Saturday, December 18, 2010

Okay

All right, so I'm told that "you know" post was pretty vitriolic, but it just isn't in me to apologize for that. It's not worth rereading, it's probably more emotional than is appropriate on a blog, but the fact of the matter is, people juvenilize me pretty routinely, and still think I think of *myself* as a kid, and as a general rule I don't fight nor even contradict it. My bed, I'm in it. Sometimes, the sleep gets poor. So it goes.

It does seem strange to me that a forty-almost-three year old woman is still so consistently perceived as being a bit of a child by the people closest in some ways, despite the many evidences of perfectly successful responsibility and adulthood. But I have a personality that apparently lends to a sense of, in different aspects, impulsive childishness (I guess), immature fixations (definitely), perhaps youthfulness, and just a general resistance to age.

That last one I think remains on the surface even though it's no longer as robust as it once was internally. I have habits of behavior that refuse my being middle-aged ... yet more and more, I quite embrace that part of my being. I decided just this week to quit reacting to my physical creakiness, which I'd been growing a bit more theatrical about, and interestingly, not wasting my time at three a.m. or when I get up, noticing and verbally responding to the pain in my feet has definitely made a difference in my experience of it. More generally, I've long had this business with not looking "my age" - but feeling "I earned my age" - and of late, I look at that age and kind of revel in it, more than in my outward nonconformity to it.

I'm not trying to turn into the old person we hated so much when we were kids. But there is POWER in my age. There is a position I've come to I never attained before. Just as a person, I may be at a different place in terms of my physical condition ... but the place I am in terms of my autonomy is second to none. I have yet again, this year, overcome unemployment. This owes no small debt to the level of my experience, and my confidence.

To my age.

Life drags and smears. So it's no wonder many still default to seeing me in the light I used to see myself. I don't resent it often (though, obviously, there's as much power in that resentment as there is in myself), but of course it comes out. The cognitive dissonance - "don't you people SEE me?" - is frustrating.

But what people see is what I present. So it's on me.

Off I go to do some responsible, mature stuff. With a stupid eighties song in my heart, no doubt. Probably turned up "inappropriately" loud.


● **Work instructions**
Answer with a number only: how many lines of the entries below contain the word "Image"?

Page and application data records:
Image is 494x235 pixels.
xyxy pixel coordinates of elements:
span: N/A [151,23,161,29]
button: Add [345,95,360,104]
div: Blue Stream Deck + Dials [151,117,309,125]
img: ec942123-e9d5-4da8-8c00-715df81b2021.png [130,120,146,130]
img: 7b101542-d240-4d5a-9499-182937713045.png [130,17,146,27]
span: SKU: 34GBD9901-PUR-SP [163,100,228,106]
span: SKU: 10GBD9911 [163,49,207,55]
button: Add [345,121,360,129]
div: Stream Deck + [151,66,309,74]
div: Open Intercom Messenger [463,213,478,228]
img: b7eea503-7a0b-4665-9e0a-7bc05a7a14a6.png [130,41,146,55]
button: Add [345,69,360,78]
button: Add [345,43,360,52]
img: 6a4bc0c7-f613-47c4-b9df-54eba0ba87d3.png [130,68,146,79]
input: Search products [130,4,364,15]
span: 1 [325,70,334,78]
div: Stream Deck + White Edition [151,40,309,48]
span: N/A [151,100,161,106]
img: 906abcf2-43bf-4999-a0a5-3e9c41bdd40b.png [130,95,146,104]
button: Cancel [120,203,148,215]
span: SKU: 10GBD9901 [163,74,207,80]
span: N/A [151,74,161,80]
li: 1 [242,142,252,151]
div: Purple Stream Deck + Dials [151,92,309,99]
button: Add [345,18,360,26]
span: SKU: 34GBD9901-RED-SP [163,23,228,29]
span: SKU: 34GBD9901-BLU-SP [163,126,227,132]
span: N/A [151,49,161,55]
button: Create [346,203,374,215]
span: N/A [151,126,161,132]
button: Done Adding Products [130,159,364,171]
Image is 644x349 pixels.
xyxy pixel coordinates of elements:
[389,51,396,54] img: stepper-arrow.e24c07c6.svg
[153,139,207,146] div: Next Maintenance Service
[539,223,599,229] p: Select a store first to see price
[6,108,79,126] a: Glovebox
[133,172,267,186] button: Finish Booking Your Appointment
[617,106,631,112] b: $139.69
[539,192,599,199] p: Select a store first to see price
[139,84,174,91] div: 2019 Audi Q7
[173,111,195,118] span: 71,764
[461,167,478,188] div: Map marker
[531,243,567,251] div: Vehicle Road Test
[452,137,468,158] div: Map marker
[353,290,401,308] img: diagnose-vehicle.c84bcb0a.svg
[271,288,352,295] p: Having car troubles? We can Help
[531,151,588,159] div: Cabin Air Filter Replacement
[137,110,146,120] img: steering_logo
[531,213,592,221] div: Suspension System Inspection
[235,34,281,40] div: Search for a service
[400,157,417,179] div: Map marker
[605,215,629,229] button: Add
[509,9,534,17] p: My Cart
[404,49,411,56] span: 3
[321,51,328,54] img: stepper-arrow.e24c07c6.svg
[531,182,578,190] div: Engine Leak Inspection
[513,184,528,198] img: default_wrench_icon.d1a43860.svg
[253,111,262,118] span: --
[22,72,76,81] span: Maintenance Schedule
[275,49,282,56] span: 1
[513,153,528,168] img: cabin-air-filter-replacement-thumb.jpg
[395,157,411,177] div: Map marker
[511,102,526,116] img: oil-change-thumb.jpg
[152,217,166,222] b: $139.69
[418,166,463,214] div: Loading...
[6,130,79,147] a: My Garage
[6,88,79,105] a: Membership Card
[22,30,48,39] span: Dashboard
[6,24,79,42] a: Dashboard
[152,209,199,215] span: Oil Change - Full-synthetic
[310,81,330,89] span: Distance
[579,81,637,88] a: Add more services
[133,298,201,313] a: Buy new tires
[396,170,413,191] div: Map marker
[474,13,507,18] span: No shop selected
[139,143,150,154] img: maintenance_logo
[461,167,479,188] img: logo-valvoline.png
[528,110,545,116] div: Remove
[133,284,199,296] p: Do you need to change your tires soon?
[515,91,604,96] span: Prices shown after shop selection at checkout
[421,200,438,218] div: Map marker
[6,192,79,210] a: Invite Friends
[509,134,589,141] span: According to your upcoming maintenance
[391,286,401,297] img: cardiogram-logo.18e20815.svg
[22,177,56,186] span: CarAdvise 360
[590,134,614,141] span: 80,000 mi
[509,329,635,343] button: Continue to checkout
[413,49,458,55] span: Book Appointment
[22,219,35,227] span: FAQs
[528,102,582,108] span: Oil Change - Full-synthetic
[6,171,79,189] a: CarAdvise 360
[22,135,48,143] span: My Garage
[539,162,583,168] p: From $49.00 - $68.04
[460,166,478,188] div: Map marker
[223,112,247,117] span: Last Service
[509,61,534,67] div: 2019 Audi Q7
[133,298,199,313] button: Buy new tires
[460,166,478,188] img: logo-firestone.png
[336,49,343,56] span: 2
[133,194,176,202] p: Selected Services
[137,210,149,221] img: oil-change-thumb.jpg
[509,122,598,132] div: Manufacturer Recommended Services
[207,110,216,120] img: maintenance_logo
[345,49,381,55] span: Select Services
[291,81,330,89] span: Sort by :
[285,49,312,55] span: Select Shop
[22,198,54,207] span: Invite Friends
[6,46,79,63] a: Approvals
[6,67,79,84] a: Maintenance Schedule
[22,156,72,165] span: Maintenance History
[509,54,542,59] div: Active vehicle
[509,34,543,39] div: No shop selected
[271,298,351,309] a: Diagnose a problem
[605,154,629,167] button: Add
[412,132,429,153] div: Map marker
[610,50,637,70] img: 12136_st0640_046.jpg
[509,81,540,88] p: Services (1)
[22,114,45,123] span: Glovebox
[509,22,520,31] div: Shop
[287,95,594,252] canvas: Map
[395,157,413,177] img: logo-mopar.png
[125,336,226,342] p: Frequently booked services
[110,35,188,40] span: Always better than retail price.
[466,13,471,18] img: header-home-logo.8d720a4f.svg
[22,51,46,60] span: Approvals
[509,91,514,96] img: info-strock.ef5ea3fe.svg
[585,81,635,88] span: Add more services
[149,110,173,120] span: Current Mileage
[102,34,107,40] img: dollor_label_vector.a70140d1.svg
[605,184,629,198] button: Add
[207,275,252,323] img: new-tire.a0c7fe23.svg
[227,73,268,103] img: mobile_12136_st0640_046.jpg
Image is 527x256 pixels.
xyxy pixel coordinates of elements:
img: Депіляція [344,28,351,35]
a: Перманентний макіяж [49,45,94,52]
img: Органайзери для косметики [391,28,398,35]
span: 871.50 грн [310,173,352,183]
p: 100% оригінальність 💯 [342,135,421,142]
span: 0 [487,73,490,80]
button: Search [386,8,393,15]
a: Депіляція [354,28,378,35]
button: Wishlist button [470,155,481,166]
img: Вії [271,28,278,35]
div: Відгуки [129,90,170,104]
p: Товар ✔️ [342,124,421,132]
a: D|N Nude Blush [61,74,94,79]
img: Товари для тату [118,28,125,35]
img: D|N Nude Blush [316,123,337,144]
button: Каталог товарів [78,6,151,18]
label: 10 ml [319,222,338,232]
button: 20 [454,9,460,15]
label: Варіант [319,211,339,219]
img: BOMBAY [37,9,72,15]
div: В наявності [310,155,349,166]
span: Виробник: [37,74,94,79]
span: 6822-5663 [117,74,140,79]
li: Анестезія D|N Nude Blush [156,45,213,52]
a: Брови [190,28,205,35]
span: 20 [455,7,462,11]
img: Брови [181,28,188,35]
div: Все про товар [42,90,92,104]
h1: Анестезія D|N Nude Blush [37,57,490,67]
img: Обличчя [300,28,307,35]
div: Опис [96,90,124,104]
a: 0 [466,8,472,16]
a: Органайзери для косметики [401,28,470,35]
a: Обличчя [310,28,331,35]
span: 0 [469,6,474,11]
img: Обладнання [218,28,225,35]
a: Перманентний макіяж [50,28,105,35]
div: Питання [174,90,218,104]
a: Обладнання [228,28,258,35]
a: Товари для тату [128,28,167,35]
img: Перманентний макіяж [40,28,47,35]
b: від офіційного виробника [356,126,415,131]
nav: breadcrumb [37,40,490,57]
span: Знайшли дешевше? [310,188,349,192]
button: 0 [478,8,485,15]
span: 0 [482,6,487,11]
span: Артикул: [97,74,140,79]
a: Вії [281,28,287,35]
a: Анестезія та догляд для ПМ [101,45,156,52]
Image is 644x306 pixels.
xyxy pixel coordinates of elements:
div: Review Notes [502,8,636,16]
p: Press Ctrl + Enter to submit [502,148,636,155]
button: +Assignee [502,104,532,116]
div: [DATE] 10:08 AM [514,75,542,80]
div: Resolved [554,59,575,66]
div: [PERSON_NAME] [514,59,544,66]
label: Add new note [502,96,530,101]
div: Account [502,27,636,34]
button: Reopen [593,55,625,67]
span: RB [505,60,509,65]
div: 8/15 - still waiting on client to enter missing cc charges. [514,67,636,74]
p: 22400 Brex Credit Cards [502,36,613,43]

● **Expected answer**
4